Collectively, our findings suggest a model in which microautophagy occurs in response to stress conditions that alter lysosomes but do not cause their rupture, as we and others have found that CASM-inducing stressors, including the ones used in our study like Monensin and Nigericin, do not induce rupture, yet lead to selective turnover within intact lysosomes. These “sub-rupture” stressors may induce CASM by altering the lysosomal pH, changing membrane tension, or altering other properties of the lysosomal membrane, as a result of modifying the osmotic environment of the lysosomal lumen. Microautophagy could conceivably sequester damaged portions of the limiting membrane onto ILVs to inhibit rupture, or could play a role in size control. Further studies uncovering additional regulators of this process may also shed light on its physiologic function. While we found that LC3 undergoes turnover, recent work has shown that all six orthologs of ATG8 in human cells contribute to regulate microautophagy, with a major contribution from an ATG8 subfamily called GABARAP, suggesting that further studies to quantify turnover of different ATG8 orthologs may be important. Overall, our study highlights that CASM has a dual ability to target both individual lysosomes for turnover and also whole lysosome networks through biogenesis (Figure 1). While transcriptional activation may necessitate that CASM affects the majority of lysosome in a network, microautophagy induction on the other hand could occur within even a single stressed lysosome, in a manner not predicted to affect transcription.
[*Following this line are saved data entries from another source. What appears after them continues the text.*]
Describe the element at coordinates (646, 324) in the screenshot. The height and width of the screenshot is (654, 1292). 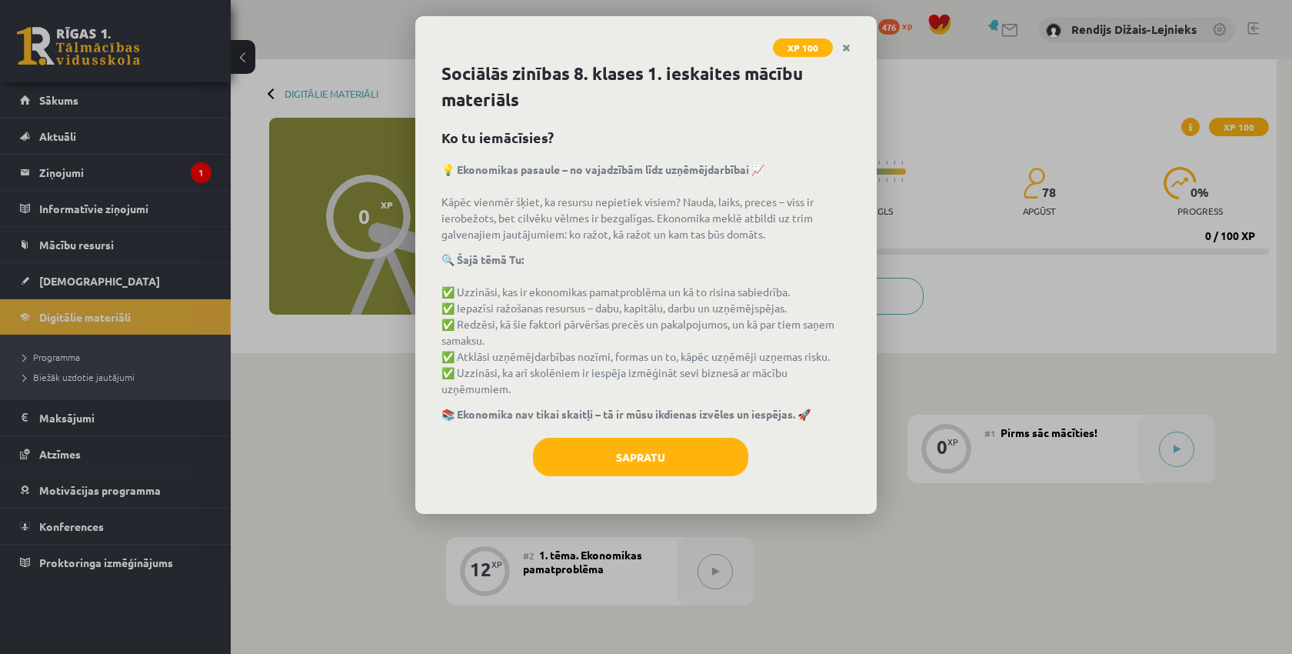
I see `p: ✅ Uzzināsi, kas ir ekonomikas pamatproblēma un kā to risina sabiedrība. ✅ Iepazīsi ražošanas resu...` at that location.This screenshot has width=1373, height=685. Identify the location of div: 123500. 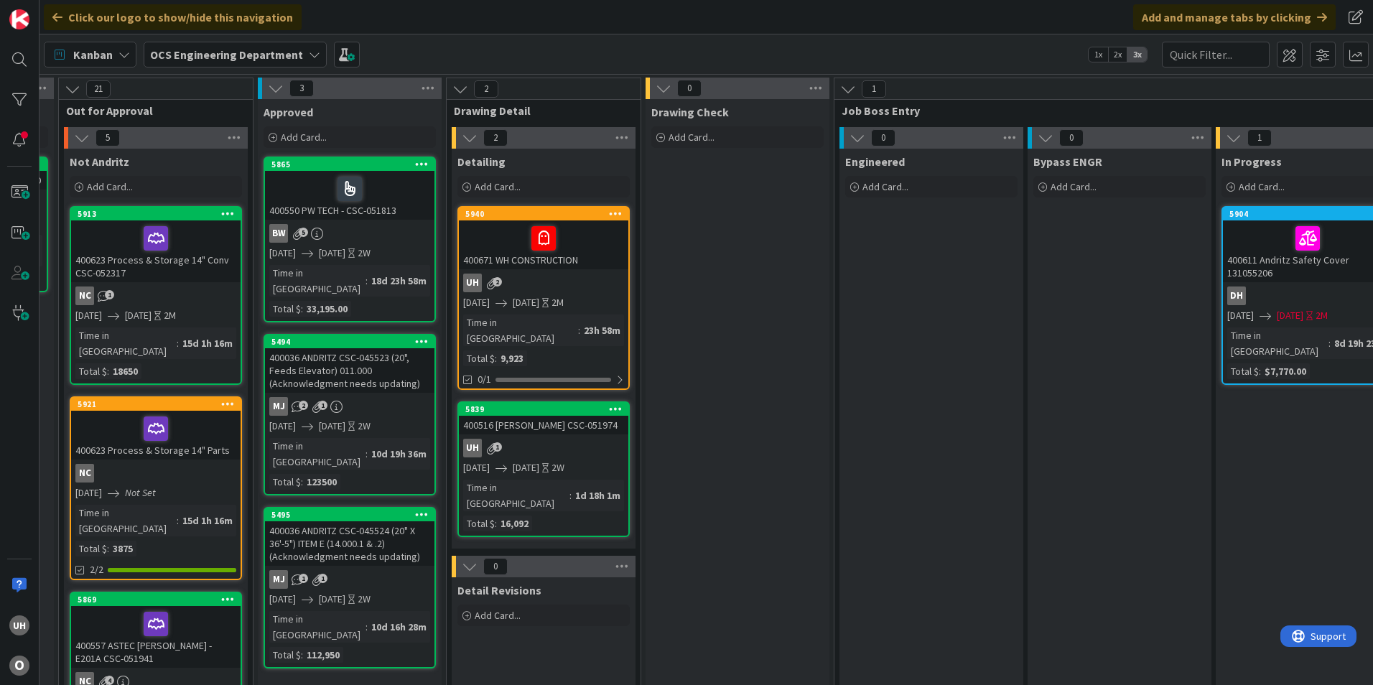
(322, 482).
CASM could therefore selectively impact individual lysosomes when stress is localized, and engage biogenesis when stress is more widespread across a lysosome network, a model that awaits further exploration. Figure 1.Lysosomal stress-induced microautophagy and lysosome biogenesis can be regulated by CASM. Left: CASM occurring at the lysosomal membrane activates the lysosome biogenesis transcription factor TFEB in an FNIP1/FNIP2-Folliculin dependent manner. Right: CASM induces a type of microautophagy involving invagination of the limiting lysosomal membrane, an activity that forms ILVs and leads to selective turnover of transmembrane proteins. CASM has the dual ability of targeting individual lysosomes for turnover (right) and engaging whole lysosome networks through biogenesis (left).